Dear Mr Salinger! We demand answers. How could a person as firmly established in the literary canon as you inspire such a lukewarm movie? How can the same writer who gave us A Perfect Day for Bananafish, be the selling point of the dullest literary adaptation in recent memory?
After all, Philippe Falardeau’s My Salinger Year begins promising. The year is 1995 as Joanna Rakoff (Margaret Qualley), college student and aspiring poet arrives in New York City to work as an assistant in the oldest literary agency of the city. It’s helmed by the eccentric Margaret (Sigourney Weaver), a lesser version of Meryl Streep in The Devil Wears Prada and little does Joanna know that the same agency represents Jerry. That’s short for J. D. Salinger, a notorious recluse, who has boarded himself up in New Hampshire and not given any interviews for the last three decades. Joanna’s job is to protect Jerry from fans, journalists and movie producers, but above all: to answer his fan mail, which means to type up a form response and shred the letters. Soul-crushing, to say the least.
The movie is based on Joanna Rakoff’s 2014 memoir which chronicles her time at Harold Ober Associates, an agency that represented everyone from Dylan Thomas to F. Scott Fitzgerald. Now these literary giants stare down from their picture frames, trapped in an anachronistic office (the only computer in it is to be used for very specific research and covered up afterwards). Books of Salinger line the walls, oh, and then there is Jerry himself, who manifests as a voice in the receiver, never as a face.
Somewhere in the back of this unglamorous set-up is Joanna’s ex from Berkeley and her current writer/male cub boyfriend and a handful of underwritten characters roaming analogue offices and enjoying luncheons with the likes of Rachel Cusk. At one point there is talk of Jerry wanting to publish a story (Wonder! Novelty!), at another point there is a tragic death, as detached from the plot as humanly possible (Sad! This is life!). Joanna, who is in actuality a writer stuck in a dead-end typist job, is played with some level of earnestness and conviction by Margaret Qualley, who makes the runtime more bearable even if she never manages to give her character the depth she deserves. Who is Joanna and what does she want? Weaver and Qualley have a good chemistry, but the movie is not interested in exploring their mentor-pupil relationship.
We don’t learn more about the world of publishing or literary agencies, either. Falardeau’s movie shies away from any complex subject matter, just like Joanna who does not read Jerry’s books but frolics at the idea of meeting a YA author. It’s not a coming-of-age story, not the story of a blooming artist, not even Salinger’s story. In fact, Falardeau would have done everyone a service by not mentioning the Catcher author at all.
My Salinger Year is like a letter that Joanna shreds, resisting the temptation to give the audience the answer they deserve. Of course, true to tradition, this is what the 2020 Berlinale would open with.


• [Your assignment] In the entries that follow, find each line with the word "diagram" and copy it.
________
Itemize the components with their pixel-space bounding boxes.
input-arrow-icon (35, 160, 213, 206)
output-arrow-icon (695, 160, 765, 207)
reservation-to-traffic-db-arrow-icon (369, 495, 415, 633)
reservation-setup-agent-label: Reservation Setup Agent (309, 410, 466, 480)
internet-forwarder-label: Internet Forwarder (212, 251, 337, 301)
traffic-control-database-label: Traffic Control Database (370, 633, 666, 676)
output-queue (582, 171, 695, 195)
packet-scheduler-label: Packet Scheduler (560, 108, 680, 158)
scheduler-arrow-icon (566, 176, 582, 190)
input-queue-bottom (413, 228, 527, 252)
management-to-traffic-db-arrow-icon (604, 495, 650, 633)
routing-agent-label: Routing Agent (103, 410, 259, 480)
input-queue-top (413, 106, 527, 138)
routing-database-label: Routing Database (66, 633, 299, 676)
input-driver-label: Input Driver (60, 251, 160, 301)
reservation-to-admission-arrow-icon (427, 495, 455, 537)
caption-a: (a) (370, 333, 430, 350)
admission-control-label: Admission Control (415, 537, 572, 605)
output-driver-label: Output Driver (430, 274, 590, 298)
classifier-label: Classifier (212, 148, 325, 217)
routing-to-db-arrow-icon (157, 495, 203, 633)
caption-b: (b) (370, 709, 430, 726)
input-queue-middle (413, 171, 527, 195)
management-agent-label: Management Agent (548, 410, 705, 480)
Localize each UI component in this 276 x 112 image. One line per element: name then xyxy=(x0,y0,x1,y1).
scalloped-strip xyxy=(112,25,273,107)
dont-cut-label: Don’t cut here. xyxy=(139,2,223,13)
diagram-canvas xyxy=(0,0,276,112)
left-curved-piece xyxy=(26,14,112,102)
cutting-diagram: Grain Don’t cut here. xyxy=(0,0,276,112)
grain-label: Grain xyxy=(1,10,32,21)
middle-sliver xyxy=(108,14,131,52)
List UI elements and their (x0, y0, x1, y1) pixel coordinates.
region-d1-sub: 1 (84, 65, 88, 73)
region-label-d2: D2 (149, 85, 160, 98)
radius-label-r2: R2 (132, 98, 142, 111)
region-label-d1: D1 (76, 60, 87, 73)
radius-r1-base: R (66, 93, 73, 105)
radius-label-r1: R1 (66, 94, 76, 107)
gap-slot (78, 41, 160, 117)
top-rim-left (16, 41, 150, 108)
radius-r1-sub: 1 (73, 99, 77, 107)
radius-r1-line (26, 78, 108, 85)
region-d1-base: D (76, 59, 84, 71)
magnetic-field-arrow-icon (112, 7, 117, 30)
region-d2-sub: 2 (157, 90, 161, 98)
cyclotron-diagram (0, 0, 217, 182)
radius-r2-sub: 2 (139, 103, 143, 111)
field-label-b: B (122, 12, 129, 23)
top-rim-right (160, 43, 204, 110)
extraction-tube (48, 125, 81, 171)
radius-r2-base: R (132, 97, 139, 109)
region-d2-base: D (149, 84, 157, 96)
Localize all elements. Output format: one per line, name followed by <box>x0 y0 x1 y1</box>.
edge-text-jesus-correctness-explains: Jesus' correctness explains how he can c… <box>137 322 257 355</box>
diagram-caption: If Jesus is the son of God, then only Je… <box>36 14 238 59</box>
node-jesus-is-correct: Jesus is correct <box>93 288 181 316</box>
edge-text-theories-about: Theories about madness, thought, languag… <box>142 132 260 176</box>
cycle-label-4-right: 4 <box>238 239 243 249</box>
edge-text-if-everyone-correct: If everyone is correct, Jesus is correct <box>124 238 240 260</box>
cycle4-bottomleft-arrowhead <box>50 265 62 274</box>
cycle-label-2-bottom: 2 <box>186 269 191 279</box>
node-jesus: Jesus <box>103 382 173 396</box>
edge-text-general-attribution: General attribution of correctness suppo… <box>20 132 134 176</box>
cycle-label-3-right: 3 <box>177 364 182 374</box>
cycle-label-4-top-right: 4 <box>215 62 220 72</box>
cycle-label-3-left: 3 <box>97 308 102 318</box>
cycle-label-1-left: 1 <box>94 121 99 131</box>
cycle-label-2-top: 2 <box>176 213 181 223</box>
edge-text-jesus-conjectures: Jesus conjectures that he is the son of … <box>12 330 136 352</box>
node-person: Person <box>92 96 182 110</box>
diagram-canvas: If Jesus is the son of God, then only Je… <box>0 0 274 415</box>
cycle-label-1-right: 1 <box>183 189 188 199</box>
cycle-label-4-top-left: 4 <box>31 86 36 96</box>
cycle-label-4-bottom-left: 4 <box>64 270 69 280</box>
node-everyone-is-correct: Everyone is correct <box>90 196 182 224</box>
________
• [Result of this exercise]
diagram-canvas xyxy=(0,0,276,112)
cutting-diagram: Grain Don’t cut here. xyxy=(0,0,276,112)
cyclotron-diagram (0, 0, 217, 182)
diagram-caption: If Jesus is the son of God, then only Je… <box>36 14 238 59</box>
diagram-canvas: If Jesus is the son of God, then only Je… <box>0 0 274 415</box>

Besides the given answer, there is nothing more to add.